Scan a list via a loop


The printed result corresponds to each item in the list taken one by one. Let's take a
detailed look at what has been achieved in the above code:

1. You have created a list:   myList, containing four items: 7, 2, 4, and 10.
2. The loop will store the first value of the list (in this case 7) in the   elt 
variable.
3. Then, the whole block of code associated with the for loop (defined via
indentation... again!) is run with   elt  holding the first value. Here, this block
just involves printing   elt.
4. Once this is done,   elt  will take the second value of the list (in this case 2)
and the block of code is re-run.
5. The loop will continue until all the values in your list have been stored in the  
elt  variable and the statements for the loop have been executed for each of
them.
Here is a diagram to understand the Python logic behind the loop:
Understand the logic of the loop!
You can also iterate via a string!

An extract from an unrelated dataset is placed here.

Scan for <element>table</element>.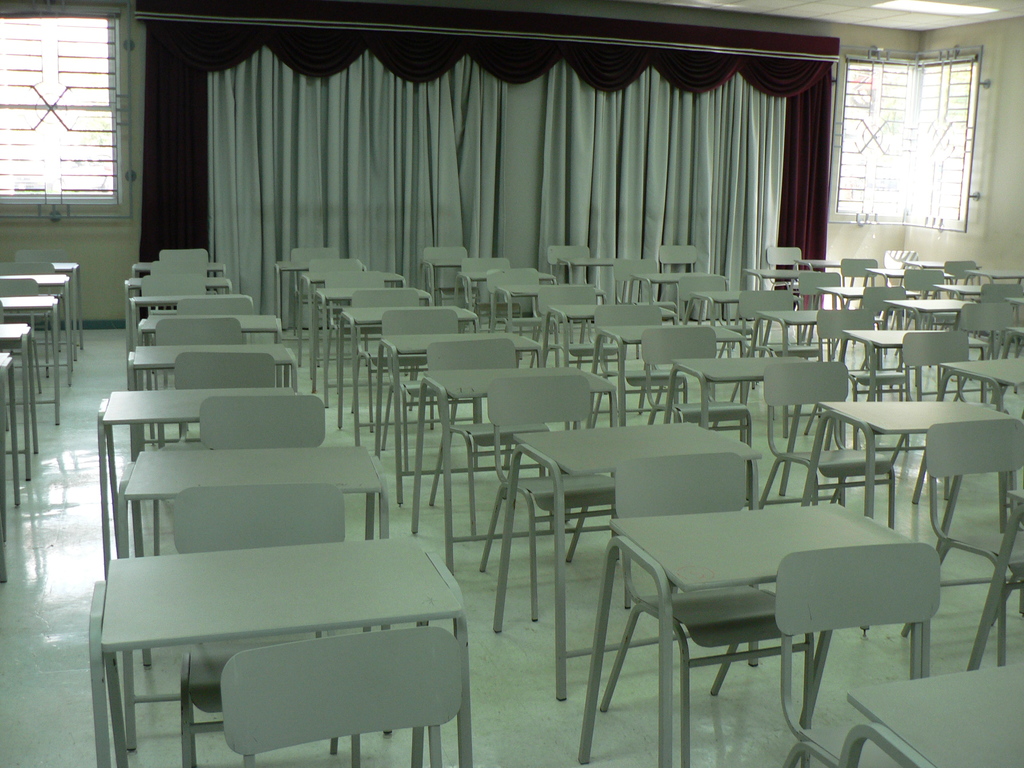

Remember that strings are also known as
"character strings" because they represent a collection of characters, similar to a list.

myString = "Items"

for elt in myString:

print(elt)
In this case,   elt  will successively take each character of your string.
The for Loop via an Iterative Integer Value

Quite often, you will find that you simply need to loop over a range of integer values,
e.g. 0, 1, 2, 3….  This is the conventional loop you see most often in languages like
Javascript or C++.  Because Python wants to loop over a collection, you need to
create a collection containing your range of integer values.

To do this, you will use the   range(start, stop, step)  function, which will
generate a collection of numbers according to three parameters:
 start : the first number of the sequence.
 stop  corresponds to the last number of the sequence, non-inclusive. The
function will generate numbers from   start  to   stop-1.
 step :  the step between each generated number.
Not all parameters are necessary. For example:

for i in range(0, 5, 1):


for i in range(0, 5, 1):

print(i) # -> print from 0 to 4 by steps of 1 (end - 1)

for i in range(0, 5):

print(i) # -> prints from 0 to 4 also (default step is 1)

for i in range(5):

print(i) # -> prints from 0 to 4 also (default start is 0)

for i in range(0, 5, 2):

print(i) # -> print 0, 2 then 4


The iterative variable can take any name. When iterating over an integer, we usually
use values like   i ,   j , or k. Otherwise, it is better to use explicit names, as seen
above ( elt being the abbreviation for item).
The for loop is perfectly suited when you have to perform an action a certain
number of times known in advance or an action for each item of a collection. For all
other cases, we can make a conditional loop: a loop that does not iterate through a
collection, but according to a condition.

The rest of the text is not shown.